After 30 years, the sentence has been carried out. Outside the death chamber, Gordon Cobalt and his son Dalton are placed in a squad car and taken directly to the Walker County Jail, charged with disorderly conduct and resisting arrest for their outburst. It’s an extraordinary epilogue. A father executed and by nights and his son and grandson sit in jail cells of their own.
This is not a happy night. Mlennon County District Attorney Barry Johnson tells reporters bluntly. This is the end of a horror story for the Vicha family, for the relatives of Robert Zelda and Bobby Vicha. The execution cannot erase the pain of the past 30 years, but it does bring a measure of finality. J.R.
Vicha, the boy who survived Cobalt’s wrath and grew up without his dad, expressed mixed feelings of relief. Knowing Cobalt is gone will be a relief, he said, after years of delays. Still, Jr. noted, “The way they do it is more humane than what he did to my family. It’s not what he deserves, but it’s as much justice as allowed by the law.

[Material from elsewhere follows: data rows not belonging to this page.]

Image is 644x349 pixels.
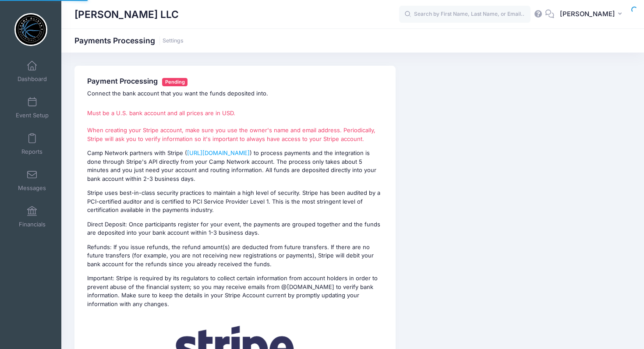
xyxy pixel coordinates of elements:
[187,149,250,156] a: [URL][DOMAIN_NAME]
[162,38,184,44] a: Settings
[15,13,47,46] img: Camp Oliver LLC
[11,129,53,159] a: Reports
[554,4,631,25] button: [PERSON_NAME]
[560,9,615,19] span: [PERSON_NAME]
[22,148,43,155] span: Reports
[11,201,53,232] a: Financials
[87,189,382,214] p: Stripe uses best-in-class security practices to maintain a high level of security. Stripe has bee...
[87,243,382,269] p: Refunds: If you issue refunds, the refund amount(s) are deducted from future transfers. If there ...
[87,274,382,308] p: Important: Stripe is required by its regulators to collect certain information from account holde...
[87,149,382,183] p: Camp Network partners with Stripe ( ) to process payments and the integration is done through Str...
[399,6,530,23] input: Search by First Name, Last Name, or Email...
[19,221,46,228] span: Financials
[162,78,188,86] span: Pending
[16,111,49,119] span: Event Setup
[74,4,179,25] h1: [PERSON_NAME] LLC
[18,184,46,192] span: Messages
[11,92,53,123] a: Event Setup
[87,77,382,86] h4: Payment Processing
[87,109,382,143] p: Must be a U.S. bank account and all prices are in USD. When creating your Stripe account, make su...
[18,75,47,83] span: Dashboard
[87,220,382,237] p: Direct Deposit: Once participants register for your event, the payments are grouped together and ...
[87,89,382,98] p: Connect the bank account that you want the funds deposited into.
[74,36,184,45] h1: Payments Processing
[11,165,53,196] a: Messages
[11,56,53,87] a: Dashboard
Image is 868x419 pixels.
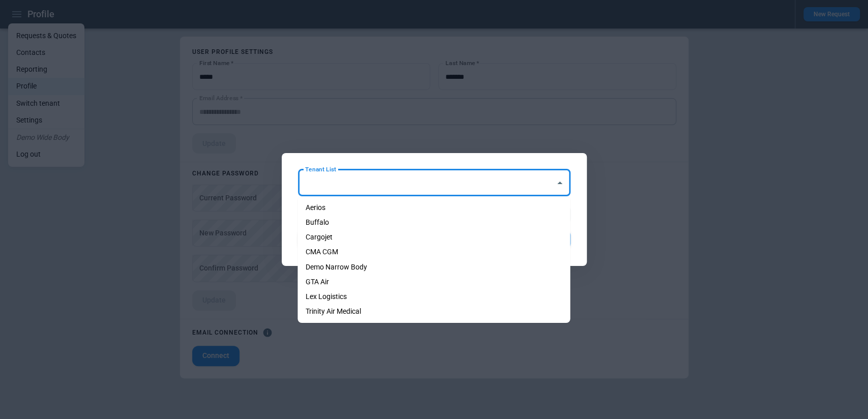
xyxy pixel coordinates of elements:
[298,244,569,259] li: CMA CGM
[298,230,569,244] li: Cargojet
[298,304,569,319] li: Trinity Air Medical
[298,274,569,289] li: GTA Air
[298,200,569,215] li: Aerios
[552,176,567,190] button: Close
[305,164,336,173] label: Tenant List
[298,289,569,304] li: Lex Logistics
[298,260,569,274] li: Demo Narrow Body
[298,215,569,230] li: Buffalo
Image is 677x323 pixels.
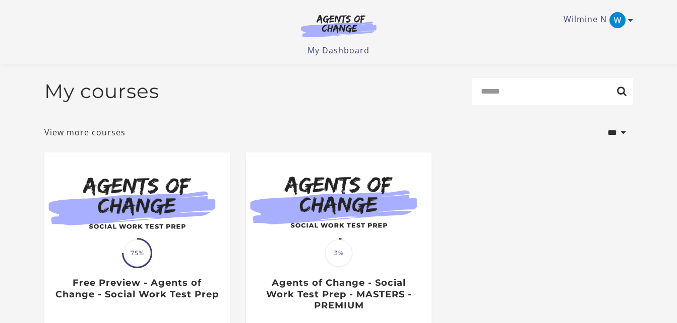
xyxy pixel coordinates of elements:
a: Toggle menu [563,12,628,28]
a: My Dashboard [307,45,369,56]
h2: My courses [44,80,159,103]
h3: Agents of Change - Social Work Test Prep - MASTERS - PREMIUM [256,278,420,312]
a: View more courses [44,126,125,139]
img: Agents of Change Logo [290,14,387,37]
h3: Free Preview - Agents of Change - Social Work Test Prep [55,278,219,300]
span: 75% [123,240,151,267]
span: 3% [325,240,352,267]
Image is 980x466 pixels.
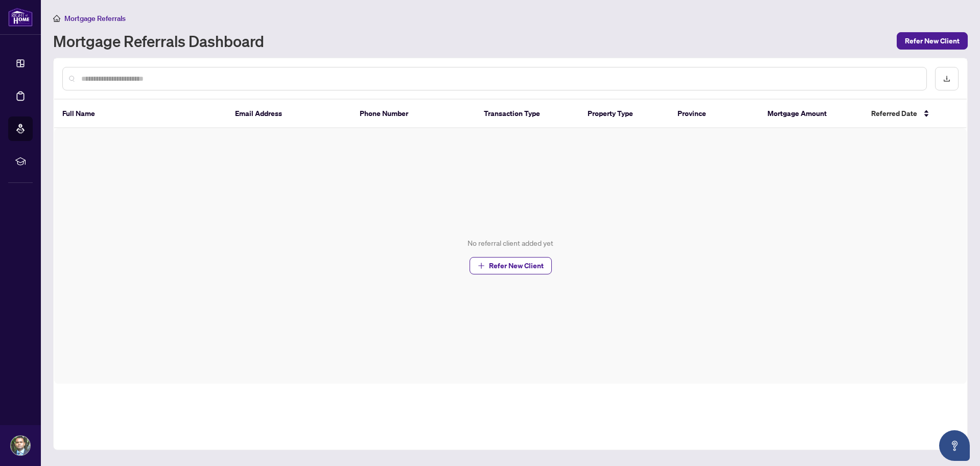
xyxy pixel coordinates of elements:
span: download [943,75,950,82]
span: Refer New Client [489,257,543,274]
button: Refer New Client [470,257,552,274]
img: logo [8,8,32,27]
span: Refer New Client [905,32,960,49]
span: Referred Date [871,108,917,119]
img: Profile Icon [11,436,30,455]
button: Open asap [939,430,970,460]
button: download [935,67,959,90]
th: Referred Date [863,99,967,128]
th: Transaction Type [476,99,579,128]
div: No referral client added yet [468,238,553,249]
span: Mortgage Referrals [64,14,126,23]
th: Property Type [579,99,670,128]
th: Phone Number [352,99,477,128]
th: Full Name [54,99,227,128]
span: home [53,14,60,22]
th: Province [670,99,759,128]
button: Refer New Client [897,32,968,50]
h1: Mortgage Referrals Dashboard [53,32,264,49]
th: Email Address [227,99,352,128]
span: plus [478,262,485,270]
th: Mortgage Amount [759,99,863,128]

” His words underscore the grim reality. Nothing could truly balance the scales of justice for a crime so cruel. In the end, the story of Billy Wayne Cobalt reached its dark conclusion in that Huntsville death chamber. What began as a domestic dispute swelled into an atrocity that wiped out three members of a family and scarred many others for life.
The path to justice spanned decades, fraught with legal twists and emotional turmoil. Kobel’s final moments were accompanied not by peace or forgiveness, but by the raw agony and anger of those he was leaving behind. It was a viral true crime drama playing out in real time. A final furious Kota to a tragic tale.
And as the prison gates closed that night, the echoes of both Cobalt’s eerie last words and his family screams lingered in the air. A haunting reminder of the human wreckage left in the wake of a k!ller’s unforgivable acts.